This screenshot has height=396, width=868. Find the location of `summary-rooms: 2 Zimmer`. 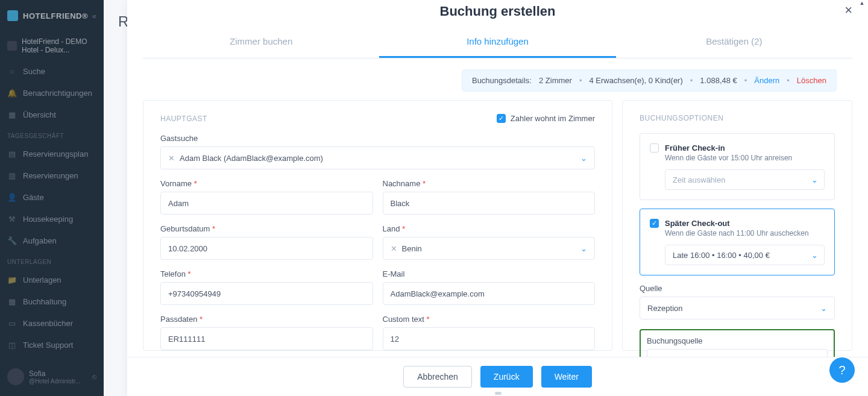

summary-rooms: 2 Zimmer is located at coordinates (556, 81).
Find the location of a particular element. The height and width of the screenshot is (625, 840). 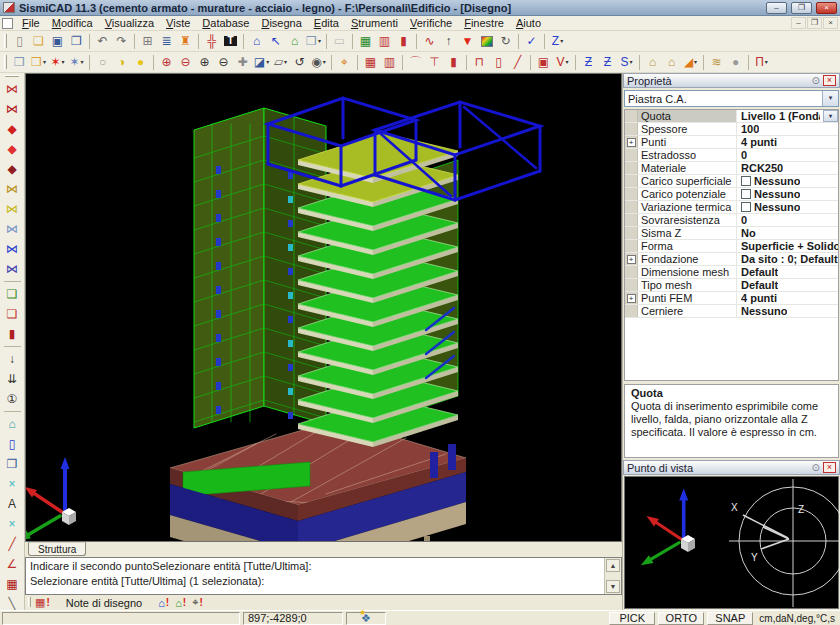

curve-red-icon: ∿ is located at coordinates (430, 42).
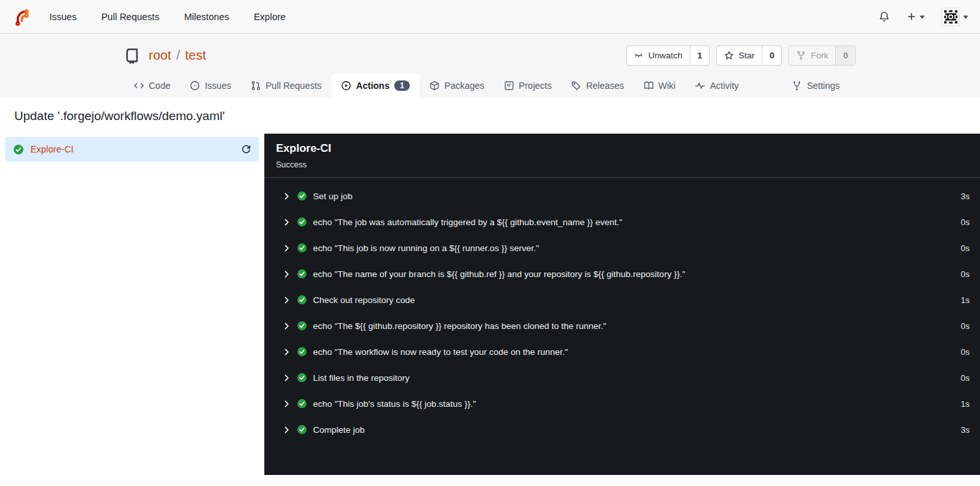  What do you see at coordinates (339, 430) in the screenshot?
I see `step-label: Complete job` at bounding box center [339, 430].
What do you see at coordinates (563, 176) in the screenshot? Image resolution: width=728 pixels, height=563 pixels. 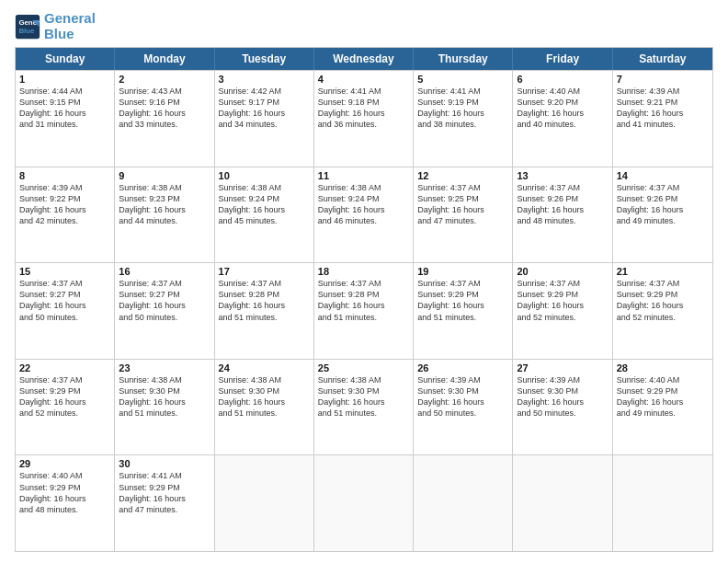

■ ■ ■ ■

Exercise aim: Set down the material exactly as given, but print none of the pictures.

Answer area:
This screenshot has height=396, width=868. Find the location of `summary-rooms: 2 Zimmer`. 

summary-rooms: 2 Zimmer is located at coordinates (556, 81).
Find the location of a particular element. The height and width of the screenshot is (625, 840). 

curve-red-icon: ∿ is located at coordinates (430, 42).
  What do you see at coordinates (339, 430) in the screenshot?
I see `step-label: Complete job` at bounding box center [339, 430].
What do you see at coordinates (563, 176) in the screenshot? Image resolution: width=728 pixels, height=563 pixels. 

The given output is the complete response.